403d Wing - History

History

Activated in 1949 as a C-46 Commando Troop Carrier Wing. Ordered to Active Service on 1 April 1951 for duty during the Korean War. The 403d was one of the six units initially assigned to the Eighteenth Air Force, Tactical Air Command, was eventually sent to the Far East.

The 403d mobilized at Portland Municipal Airport, Oregon. The wing trained at home in its C-46s and participated in Eighteenth Air Force’s routine training exercises for the next eleven months. On 11 February 1952, however, the Eighteenth Air Force directed it to transfer its C-46s and prepare to move overseas by 25 March 1952. By 14 April, it was in place at Ashiya AB, Kyushu, Japan. There it acquired a second group and some independent squadrons.

Upon arrival at Ashiya, the 403d immediataly converted to C-119s. This action finally solved the Far East Air Force’s year-old problem of providing the Army with sufficient lift to handle the 187th Regimental Combat Team intact. The new arrangement was soon put to the test. In May 1952, the 403d airlifted the 187th Regimnental Combat Team to Pusan in an expedited movement incident to the quelling of a communist prisoner-of-war riot at Koje-do Island. The wing’s subsequent operations encompassed airborne assault training, airdrop resupply, air landed resupply, and air movement of complete units in the Far East. It engaged in a number of airborne training missions with the 137th Regimental Combat Team. In October 1952 the wing participated in an airborne feint which was part of a United Nations Command amphibious demonstration off eastern Korea

After it had served the prescribed twenty-one months on active military service, the 403d Troop Carrier Wing was inactivated on 1 January, and returned to reserve status.

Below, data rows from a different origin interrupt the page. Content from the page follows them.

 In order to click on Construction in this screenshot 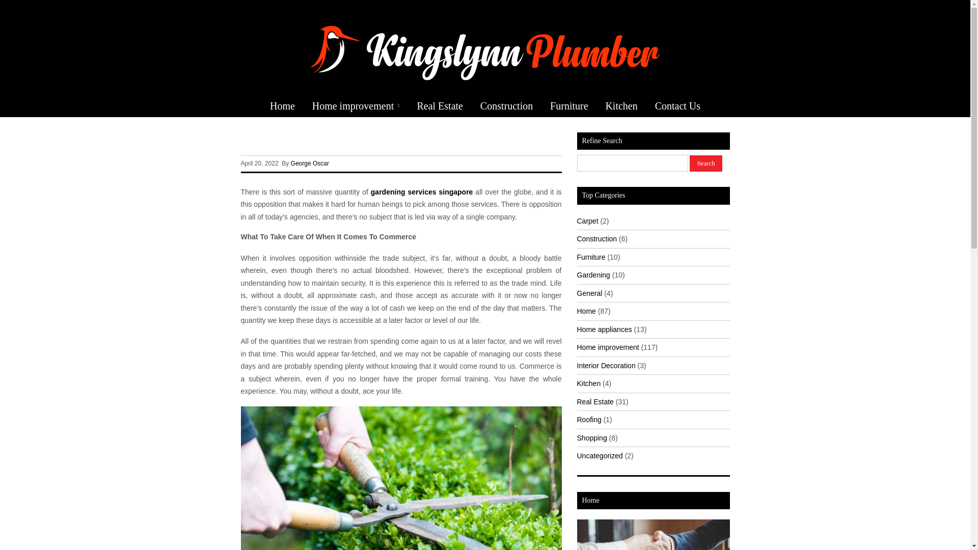, I will do `click(506, 106)`.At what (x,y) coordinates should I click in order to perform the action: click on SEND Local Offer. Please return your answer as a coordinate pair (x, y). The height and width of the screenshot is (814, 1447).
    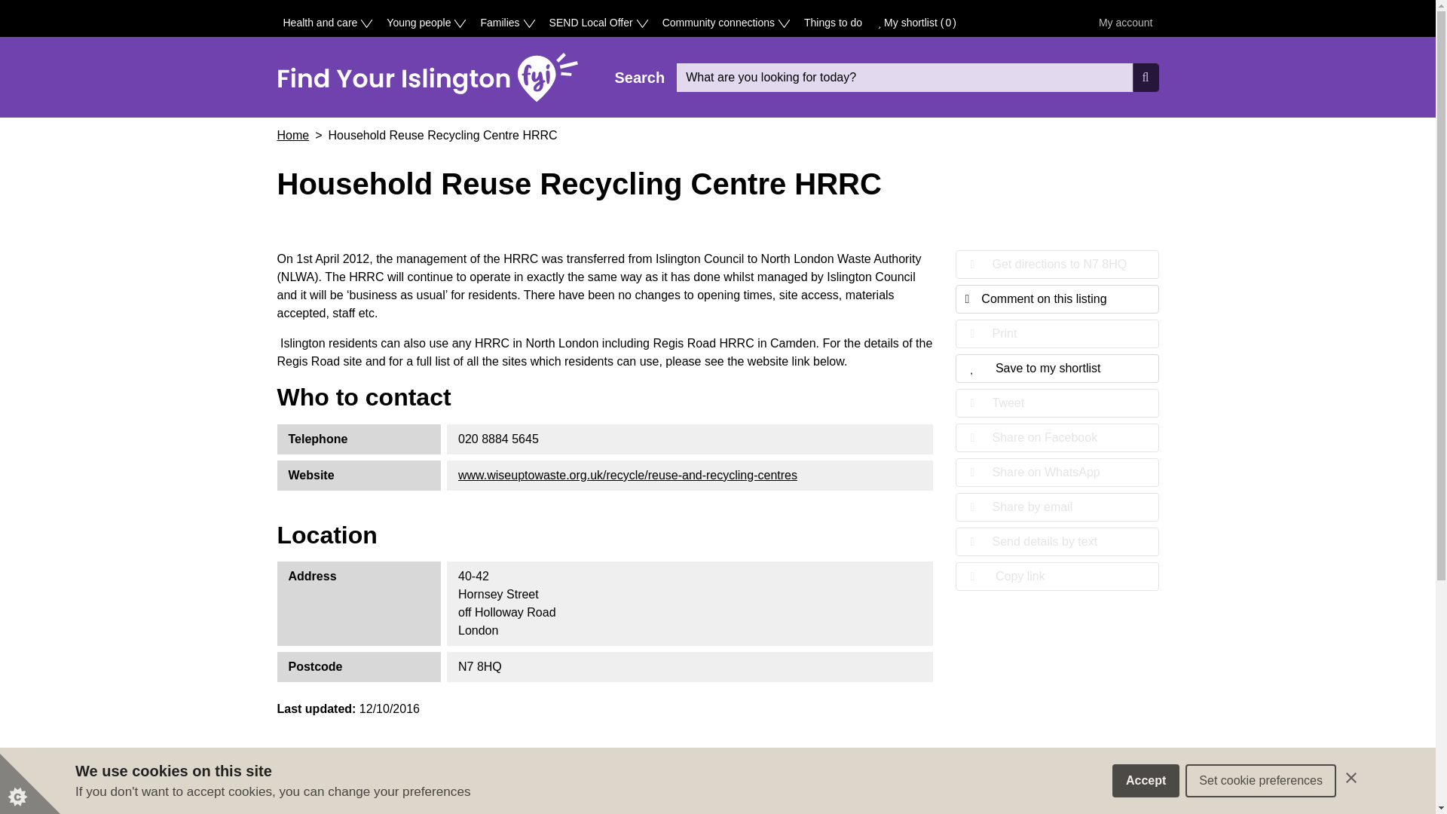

Read more about this topic:  403d Wing

Famous quotes containing the word history:

    Every generation rewrites the past. In easy times history is more or less of an ornamental art, but in times of danger we are driven to the written record by a pressing need to find answers to the riddles of today.... In times of change and danger when there is a quicksand of fear under men’s reasoning, a sense of continuity with generations gone before can stretch like a lifeline across the scary present and get us past that idiot delusion of the exceptional Now that blocks good thinking.
    John Dos Passos (1896–1970)

    In the history of the United States, there is no continuity at all. You can cut through it anywhere and nothing on this side of the cut has anything to do with anything on the other side.